Signal 8 is a dense city symphony, composed with a variable time signature. In its faster movements, the film employs high-speed digital effects to heighten the hyper-bustle of the city into a hazy abstraction. But the slower sections luxuriate in the light qualities, the sea greens, warm ambers, and electric rose colors of the street ambiance. As beautiful as Signal 8 is, there is a sense of anxiety behind Liu's gaze. This comes as no surprise. While there is nothing in this film that alludes to the Chinese government's recent crackdown on Hong Kong's democracy movement, one can almost perceive a desire on Liu's part to document as much of this place as possible, lest it change forever.

Tape 39 (Amit Dutta, 2020)

Dutta's latest short film is a fragment, a part of a larger, never-completed work that the filmmaker has returned to after many years.
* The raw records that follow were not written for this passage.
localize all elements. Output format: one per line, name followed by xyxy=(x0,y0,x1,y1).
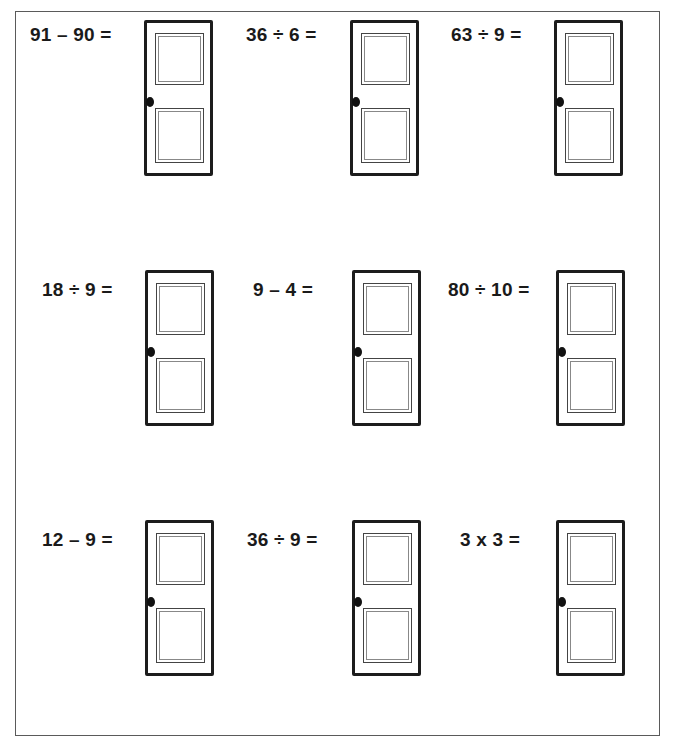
door-panel-top xyxy=(567,533,616,585)
door-knob-icon xyxy=(556,97,564,107)
door-panel-bottom xyxy=(567,358,616,413)
door-knob-icon xyxy=(147,597,155,607)
problem-expression: 91 – 90 = xyxy=(30,24,112,46)
problem-expression: 3 x 3 = xyxy=(460,529,520,551)
door-panel-top xyxy=(156,283,205,335)
door-panel-top xyxy=(363,283,412,335)
door-knob-icon xyxy=(146,97,154,107)
problem-expression: 18 ÷ 9 = xyxy=(42,279,113,301)
door-panel-bottom xyxy=(363,608,412,663)
door-panel-bottom xyxy=(567,608,616,663)
door-knob-icon xyxy=(558,347,566,357)
door-panel-top xyxy=(565,33,614,85)
answer-door[interactable] xyxy=(352,520,421,676)
door-panel-bottom xyxy=(156,608,205,663)
problem-expression: 36 ÷ 6 = xyxy=(246,24,317,46)
answer-door[interactable] xyxy=(145,270,214,426)
door-panel-bottom xyxy=(565,108,614,163)
door-knob-icon xyxy=(558,597,566,607)
door-panel-top xyxy=(155,33,204,85)
door-panel-bottom xyxy=(156,358,205,413)
answer-door[interactable] xyxy=(352,270,421,426)
door-panel-top xyxy=(363,533,412,585)
problem-expression: 36 ÷ 9 = xyxy=(247,529,318,551)
door-panel-top xyxy=(567,283,616,335)
door-knob-icon xyxy=(354,597,362,607)
door-panel-bottom xyxy=(361,108,410,163)
answer-door[interactable] xyxy=(144,20,213,176)
answer-door[interactable] xyxy=(556,270,625,426)
problem-expression: 12 – 9 = xyxy=(42,529,113,551)
door-knob-icon xyxy=(352,97,360,107)
answer-door[interactable] xyxy=(554,20,623,176)
door-panel-bottom xyxy=(155,108,204,163)
answer-door[interactable] xyxy=(350,20,419,176)
door-panel-top xyxy=(361,33,410,85)
answer-door[interactable] xyxy=(145,520,214,676)
problem-expression: 9 – 4 = xyxy=(253,279,313,301)
problem-expression: 80 ÷ 10 = xyxy=(448,279,529,301)
door-panel-top xyxy=(156,533,205,585)
problem-expression: 63 ÷ 9 = xyxy=(451,24,522,46)
door-knob-icon xyxy=(354,347,362,357)
answer-door[interactable] xyxy=(556,520,625,676)
door-panel-bottom xyxy=(363,358,412,413)
door-knob-icon xyxy=(147,347,155,357)
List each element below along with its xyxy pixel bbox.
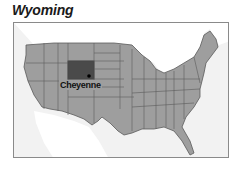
us-map — [14, 23, 229, 158]
page-title: Wyoming — [12, 2, 73, 18]
cheyenne-marker[interactable] — [87, 74, 91, 78]
map-frame: Cheyenne — [13, 22, 229, 158]
capital-label: Cheyenne — [59, 80, 102, 90]
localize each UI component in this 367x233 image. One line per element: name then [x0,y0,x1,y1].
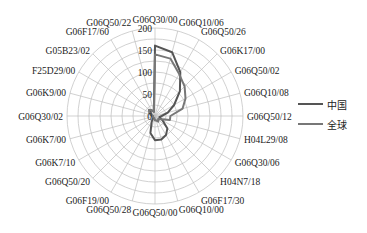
category-label: G06Q50/00 [133,208,178,218]
category-label: F25D29/00 [32,66,76,76]
category-label: H04N7/18 [220,177,260,187]
grid-spoke [155,116,199,192]
legend-item-global: 全球 [298,114,347,134]
category-label: G06Q30/02 [18,112,63,122]
category-label: H04L29/08 [244,135,288,145]
grid-spoke [155,54,217,116]
category-label: G06Q10/08 [244,88,289,98]
category-label: G06F19/00 [66,196,110,206]
category-label: G06Q10/00 [179,205,224,215]
radial-tick-label: 150 [138,46,153,56]
radar-series [149,46,186,141]
legend-line-global [298,123,323,125]
grid-spoke [155,116,231,160]
grid-spoke [79,116,155,160]
category-label: G06K9/00 [26,88,66,98]
category-label: G06Q50/02 [235,66,280,76]
grid-spoke [70,116,155,139]
grid-spoke [93,116,155,178]
grid-spoke [155,116,217,178]
legend-item-china: 中国 [298,94,347,114]
category-label: G06K17/00 [220,46,265,56]
legend: 中国 全球 [298,94,347,134]
category-label: G06Q50/22 [86,18,131,28]
grid-spoke [155,40,199,116]
grid-spoke [155,72,231,116]
category-label: G06F17/60 [66,27,110,37]
category-label: G05B23/02 [46,46,91,56]
category-label: G06Q50/26 [201,27,246,37]
category-label: G06K7/10 [35,158,75,168]
category-label: G06Q50/28 [86,205,131,215]
grid-spoke [111,116,155,192]
legend-label: 全球 [327,117,347,132]
category-label: G06Q30/06 [235,158,280,168]
radial-tick-label: 0 [147,112,152,122]
category-label: G06Q50/20 [45,177,90,187]
radial-tick-label: 200 [138,24,153,34]
category-label: G06Q50/12 [247,112,292,122]
legend-label: 中国 [327,97,347,112]
radial-tick-label: 50 [143,90,153,100]
category-label: G06K7/00 [26,135,66,145]
legend-line-china [298,103,323,105]
grid-spoke [93,54,155,116]
radial-tick-label: 100 [138,68,153,78]
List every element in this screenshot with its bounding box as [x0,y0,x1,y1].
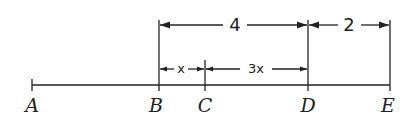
point-label-A: A [23,94,39,116]
dimension-label-3x: 3x [248,61,264,76]
arrow-right-icon [197,67,204,72]
dimension-CD: 3x [206,61,307,76]
arrow-left-icon [160,67,167,72]
arrow-right-icon [297,22,307,29]
segment-diagram: 4 2 x 3x A B C D E [0,0,415,122]
dimension-BD: 4 [160,14,307,35]
arrow-right-icon [300,67,307,72]
arrow-left-icon [309,22,319,29]
dimension-label-4: 4 [229,14,240,35]
dimension-label-2: 2 [343,14,354,35]
arrow-right-icon [379,22,389,29]
point-label-E: E [380,94,395,116]
arrow-left-icon [160,22,170,29]
dimension-BC: x [160,61,204,76]
dimension-label-x: x [177,61,185,76]
point-label-D: D [299,94,315,116]
point-label-B: B [148,94,163,116]
arrow-left-icon [206,67,213,72]
point-label-C: C [198,94,213,116]
dimension-DE: 2 [309,14,389,35]
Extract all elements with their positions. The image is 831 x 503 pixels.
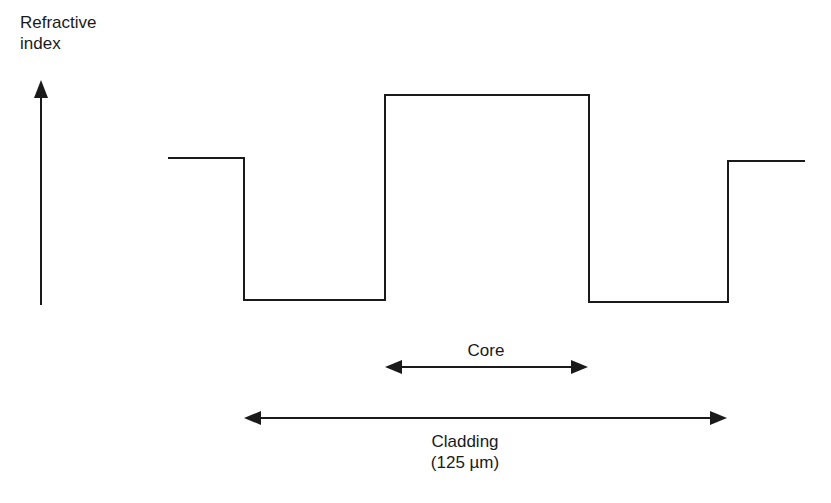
cladding-label: Cladding (125 µm) bbox=[405, 431, 525, 473]
cladding-label-text: Cladding bbox=[405, 431, 525, 452]
core-label: Core bbox=[436, 340, 536, 361]
y-axis-arrow bbox=[34, 80, 48, 305]
cladding-width-arrow bbox=[244, 411, 727, 425]
cladding-size-text: (125 µm) bbox=[405, 452, 525, 473]
core-width-arrow bbox=[385, 360, 588, 374]
refractive-index-diagram bbox=[0, 0, 831, 503]
index-profile-line bbox=[168, 95, 805, 302]
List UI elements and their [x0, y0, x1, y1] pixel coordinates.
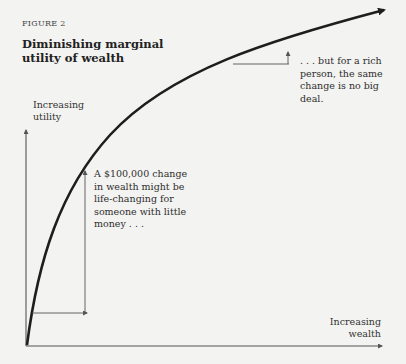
x-axis-label-line2: wealth	[330, 328, 381, 340]
annotation-high-wealth: . . . but for a rich person, the same ch…	[300, 55, 400, 105]
y-axis-label-line2: utility	[33, 111, 84, 123]
y-axis-label: Increasing utility	[33, 99, 84, 123]
y-axis-label-line1: Increasing	[33, 99, 84, 111]
annotation-low-wealth: A $100,000 change in wealth might be lif…	[94, 168, 194, 231]
x-axis-label-line1: Increasing	[330, 316, 381, 328]
x-axis-label: Increasing wealth	[330, 316, 381, 340]
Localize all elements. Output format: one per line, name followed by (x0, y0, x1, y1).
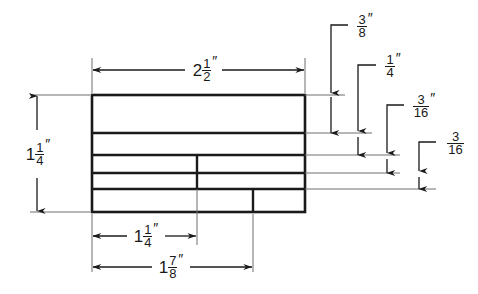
inch-mark: ″ (430, 91, 435, 105)
fraction-denominator: 16 (447, 144, 463, 156)
dimension-band-one-quarter (358, 65, 376, 155)
leader-band-3 (387, 105, 404, 153)
inch-mark: ″ (153, 221, 158, 235)
label-band-one-quarter: 1 4 ″ (376, 51, 410, 81)
label-overall-width-fraction: 1 2 (202, 58, 211, 83)
inch-mark: ″ (212, 54, 217, 68)
panel-outer-rectangle (92, 95, 305, 212)
label-overall-height-whole: 1 (26, 146, 35, 163)
label-band-three-eighths: 3 8 ″ (348, 11, 382, 41)
label-band-three-sixteenths-lower: 3 16 (436, 128, 476, 158)
label-outer-width: 1 7 8 ″ (150, 252, 192, 282)
label-overall-width-whole: 2 (193, 62, 202, 79)
label-band-1-fraction: 3 8 (357, 14, 366, 39)
leader-band-4 (419, 142, 436, 171)
label-inner-width-whole: 1 (134, 228, 143, 245)
inch-mark: ″ (396, 51, 401, 65)
label-band-4-fraction: 3 16 (447, 131, 463, 156)
dimension-band-three-sixteenths-upper (387, 105, 404, 173)
label-overall-height: 1 1 4 ″ (16, 137, 60, 171)
leader-band-2 (358, 65, 376, 131)
inch-mark: ″ (45, 137, 50, 151)
label-band-2-fraction: 1 4 (385, 54, 394, 79)
technical-drawing-svg (0, 0, 478, 294)
fraction-denominator: 4 (385, 67, 394, 79)
label-band-3-fraction: 3 16 (413, 94, 429, 119)
label-inner-width-fraction: 1 4 (143, 224, 152, 249)
dimension-band-three-eighths (331, 25, 348, 133)
drawing-canvas: 2 1 2 ″ 1 1 4 ″ 1 1 4 ″ 1 7 8 ″ 3 (0, 0, 478, 294)
fraction-denominator: 8 (357, 27, 366, 39)
inch-mark: ″ (368, 11, 373, 25)
fraction-denominator: 4 (143, 237, 152, 249)
leader-band-1 (331, 25, 348, 93)
label-overall-height-fraction: 1 4 (35, 142, 44, 167)
label-inner-width: 1 1 4 ″ (125, 221, 167, 251)
label-overall-width: 2 1 2 ″ (184, 54, 226, 86)
part-outline (92, 95, 305, 212)
inch-mark: ″ (178, 252, 183, 266)
fraction-denominator: 16 (413, 107, 429, 119)
dimension-band-three-sixteenths-lower (419, 142, 436, 189)
label-band-three-sixteenths-upper: 3 16 ″ (404, 91, 444, 121)
fraction-denominator: 4 (35, 155, 44, 167)
fraction-denominator: 2 (202, 71, 211, 83)
fraction-denominator: 8 (168, 268, 177, 280)
label-outer-width-fraction: 7 8 (168, 255, 177, 280)
label-outer-width-whole: 1 (159, 259, 168, 276)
As Dutta explains in the narration, he has gone back to this fragment -- the titular tape 39 out of dozens -- because he thinks it might hold the clues to certain mysteries that plague him. On the one hand, this includes figuring out why he was unable to complete the commissioned work, a documentary about Gond artist Jangarh Singh Shyam. But perhaps more importantly, Dutta hopes to perhaps discover the deeper mystery of why, at the height of his success at the age of 39, Jangarh hanged himself in a Japanese museum.

The film, which is slyly presented as if it were the mostly-unedited contents of tape 39, is broken up with title cards made to resemble a researcher's note cards or entries from a card catalog. The film records Dutta's trip from the city of Bhopal to Jangarh's home village of Patangarh, in the state of Madhya Pradesh. In a sense, Dutta is reversing Jangarh's own journey from small-town life to national and international renown, almost as if performing a symbolic "return" of the artist's body whence it came. 

We don't see a great deal of Jangarh's artwork, in part because Dutta assumes an audience that is rather familiar with it. I got the vague sense that Jangarh's position in Indian art is a bit like that of Jean-Michel Basquiat, someone held up as a daring "primitive" and fetishized as the toast of the high-art world, to his own detriment. What I do not know about Jangarh, however, Dutta's lovely film certainly encourages me to find out.